Search of personal documents of former Health and Social Care Secretary to be carried out, to challenge contract awards to Abingdon Health

Mr Justice Fraser has ordered a search of former Health and Social Care Secretary Matt Hancock’s personal emails and social media apps.

He took this step in what is thought to be the first such order in a judicial review for a search of the personal documents of a former secretary of state.

The case involved an action brought by the Good Law Project against the Secretary of State for Health and Social Care - now Sajid Javid - to challenge contract awards to Abingdon Health as being an unlawful public subsidy.

It argued there had been breaches of procurement law, public law and state aid principles when Abingdon was commissioned to provide rapid Covid-19 antibody tests.

Fraser J said the three contracts in the proceedings were entered into in April, June and August 2020, but their existence was said to have come to light only in October 2020.

He said disclosure was not routinely ordered in judicial review proceedings, but Mr Hancock had been “centrally involved (as one would expect, given the circumstances) in decisions such as the ones under scrutiny in this case”.
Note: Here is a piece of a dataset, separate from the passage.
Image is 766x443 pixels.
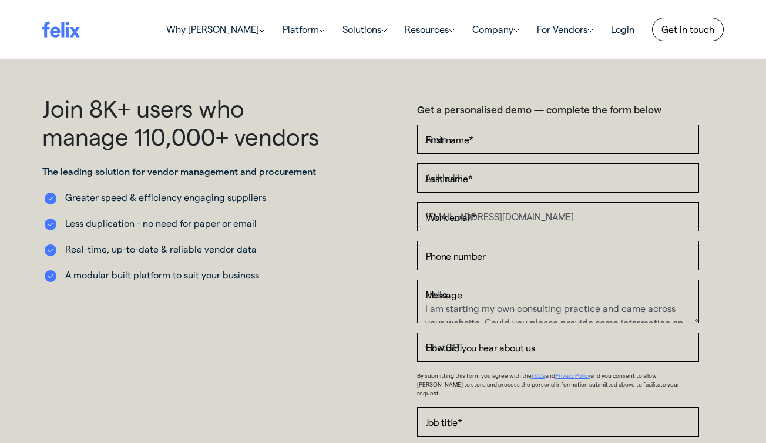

Some data held by others had been erased and so a search of Mr Hancock's email accounts was “more likely to yield documents not otherwise currently available as a result of the disclosure exercise thus far undertaken by the Secretary of State”.

The judge said: “I concluded that all the relevant requirements for such a disclosure order were satisfied. Such an order was reasonable and proportionate in all the circumstances. Nothing untoward should be read into the making of such an order.”

He then turned to a dispute about whether the Secretary of State could call an expert witness on state aid.

Good Law Project claimed sums granted to Abingdon comprised unlawful state aid to conduct research and advance its own commercial business interests, and that these sums were therefore an unlawful public subsidy.

The Secretary of State wished to call Nicole Robins, an expert economist on state aid.

But the judge said that while expert evidence might in principle be needed in such a case, he could not agree to it in this one.

In a commentary on the case, barristers chambers 11 Kings Bench Walk said: “The judgment also contains important guidance on the principles applicable to expert evidence in judicial review, reiterating the importance of full compliance with the CPR and the Civil Justice Council Guidance on the instruction of experts.

“Despite finding that the evidence was ‘reasonably required to resolve the proceedings’, the court refused to permit the evidence of the defendant’s state aid expert to be adduced, as the expert had had conversations with the defendant’s witnesses and with staff of Abingdon Health which had not been explained or evidenced in the defendant’s evidence.”